Supreme Court Justices Clarence Thomas, Neil Gorsuch, and Amy Coney Barrett claim to be originalists who interpret the Constitution according to the way it was originally understood by the people who ratified it. That understanding, they claim, can be discerned through historical analyses that uncover the meaning of the individual words in the Constitution as understood by its ratifiers.
Originalism ensures, they say, that cases will be decided according to the Constitution rather than according to the whims or desires of individual justices. Serving for life, the justices are only tenuously related to voter preferences. In a democratic republic, voter preferences should have sway unless the Constitution itself requires restraining them. So, it’s essential that the Constitution decides cases – not the moral, religious, or political views of the justices.
Looking at the words of the Constitution is called “textualism,” because it concentrates on the text of the document. But our originalist justices tend to use their supposedly neutral method more conveniently than consistently. None has yet to draw the obvious conclusion that Kamala Harris can’t legally be Vice-President of the United States, because she’s a woman.

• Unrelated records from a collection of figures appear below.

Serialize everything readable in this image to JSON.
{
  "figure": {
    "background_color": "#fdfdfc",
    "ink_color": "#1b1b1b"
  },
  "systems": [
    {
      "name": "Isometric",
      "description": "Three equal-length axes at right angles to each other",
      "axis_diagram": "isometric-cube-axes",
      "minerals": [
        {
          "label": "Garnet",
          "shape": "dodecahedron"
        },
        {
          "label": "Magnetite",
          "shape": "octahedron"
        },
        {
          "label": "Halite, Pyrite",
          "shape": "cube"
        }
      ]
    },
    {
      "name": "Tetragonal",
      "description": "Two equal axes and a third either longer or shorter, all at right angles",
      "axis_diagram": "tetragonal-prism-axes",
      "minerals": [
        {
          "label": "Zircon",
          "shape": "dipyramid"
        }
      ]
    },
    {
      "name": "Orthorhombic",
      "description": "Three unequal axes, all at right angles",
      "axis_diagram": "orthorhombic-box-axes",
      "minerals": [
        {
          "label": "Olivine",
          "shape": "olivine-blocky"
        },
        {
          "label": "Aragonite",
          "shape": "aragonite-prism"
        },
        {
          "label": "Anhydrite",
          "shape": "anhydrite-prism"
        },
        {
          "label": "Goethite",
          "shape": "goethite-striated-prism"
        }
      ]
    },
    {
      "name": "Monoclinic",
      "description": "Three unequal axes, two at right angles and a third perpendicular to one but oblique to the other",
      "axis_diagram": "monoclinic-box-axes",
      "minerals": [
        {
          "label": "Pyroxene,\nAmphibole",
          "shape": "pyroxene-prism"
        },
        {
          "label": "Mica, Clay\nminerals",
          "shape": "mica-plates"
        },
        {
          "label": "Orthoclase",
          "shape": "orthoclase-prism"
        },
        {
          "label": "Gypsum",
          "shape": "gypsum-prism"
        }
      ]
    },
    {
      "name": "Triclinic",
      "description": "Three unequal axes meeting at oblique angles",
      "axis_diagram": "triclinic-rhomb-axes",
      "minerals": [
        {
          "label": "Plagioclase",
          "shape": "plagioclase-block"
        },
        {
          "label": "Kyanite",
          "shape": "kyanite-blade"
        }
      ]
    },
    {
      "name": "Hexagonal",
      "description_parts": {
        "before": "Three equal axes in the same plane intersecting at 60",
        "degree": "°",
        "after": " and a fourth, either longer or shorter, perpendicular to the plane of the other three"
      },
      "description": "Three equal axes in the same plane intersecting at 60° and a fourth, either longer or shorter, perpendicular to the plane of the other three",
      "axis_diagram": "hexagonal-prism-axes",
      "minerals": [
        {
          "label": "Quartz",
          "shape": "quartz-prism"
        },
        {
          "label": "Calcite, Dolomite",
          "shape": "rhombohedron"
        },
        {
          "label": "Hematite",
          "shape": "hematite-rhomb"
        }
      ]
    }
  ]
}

Article II of the Constitution refers to the president in Section 2: “He shall hold his Office during the Term of four years….” The word “He” must have been originally understood by those who ratified the Constitution to refer to male members of the human species. Women couldn’t even vote, so it would be absurd to interpret “He” in Article II to include women, as the word was originally understood. And no constitutional amendment as originally understood by its ratifiers has changed the situation.
The Fourteenth Amendment’s Section 1 (1868) says this: “No State shall make or enforce any law which shall abridge the privileges and immunities of citizens of the United States; nor shall any State deprive any person of life, liberty, or property, without due process of law; nor deny to any person within its jurisdiction the equal protection of the laws.” Section 2 guarantees the right to vote, but limits the right explicitly to “male inhabitants….” The original understanding of the Amendment doesn’t give women even the right to vote, much less the right to be president.
The Nineteenth Amendment (1919) gave women the right to vote. “The right of citizens of the United States to vote shall not be denied or abridged by the United States or by any State on account of sex.” But this doesn’t confer a right to be president, because many citizens who have a right to vote have no right to be president. Article II Section 1 says: “No person except a natural born Citizen …, shall be eligible to the Office of the President.”
On the original understanding of Article II, the right to vote is separate from eligibility for the presidency. The Fourteenth and Nineteenth Amendments don’t explicitly address eligibility for the presidency. There are absolutely no words on this subject, and therefore no words which might allow originalists to find an original understanding of either or both of these amendments favoring the acceptability of women as presidents.
Unstated implications and penumbras read into the text from the vantage point of our more enlightened (less sexist) era are exactly what originalists oppose. Any deviation from the clear original understand of the text may reflect the predilections of particular justices, resulting in rule by justices instead of by elected representatives constrained only by the Constitution.
But couldn’t Harris still be the legal vice president? No. The Twelfth Amendment specifies that “no person constitutionally ineligible to the office of President shall be eligible to that of Vice-President of the United States.”
The Equal Rights Amendment would allow Kamala Harris to be vice-president. It says: “Equality of rights under the law shall not be denied or abridged by the United States or by any State on account of sex.” But the ERA didn’t pass on the time specified for its ratification, so it’s not part of the Constitution.
If it’s this clear that on the originalist understanding of the Constitution Kamala Harris, because she’s a woman, has no right to be vice-president, why don’t originalists point this out and object to her serving in that capacity?
They avoid the topic because this implication of originalism is absurd, casting doubt on the method as a whole. Originalist justices avoid considering such cases so they can continue to use originalism when it yields results they prefer. Most originalists don’t seem to notice that they’re picking and choosing its application for ideological or political reasons, exactly what they say they’re trying to avoid. My guess is that they employ originalism with a clear conscience, but a brain befuddled by their own insufficiently acknowledged ideological commitments.
So either Kamala Harris isn’t legally vice-president, or textualism is a flawed guide to constitutional interpretation.
Please contact me about this post at wenz.peter@uis.edu and I’ll try to respond.
Well, I am sure you are writing a parody piece here, but let's face the fact that "originalists" as they exist in the US today, i.e. right wingers trying to cram their desires down the throats of the American people, care nothing about what the Constitution really says, only what suits their purpose. There is no better example of this than the endless garbage they have written about the second amendment, utterly ignoring the fact that the writers of the Constitution explained exactly what it meant, in the Federalist Papers. Originalism is just one more wingnut lie.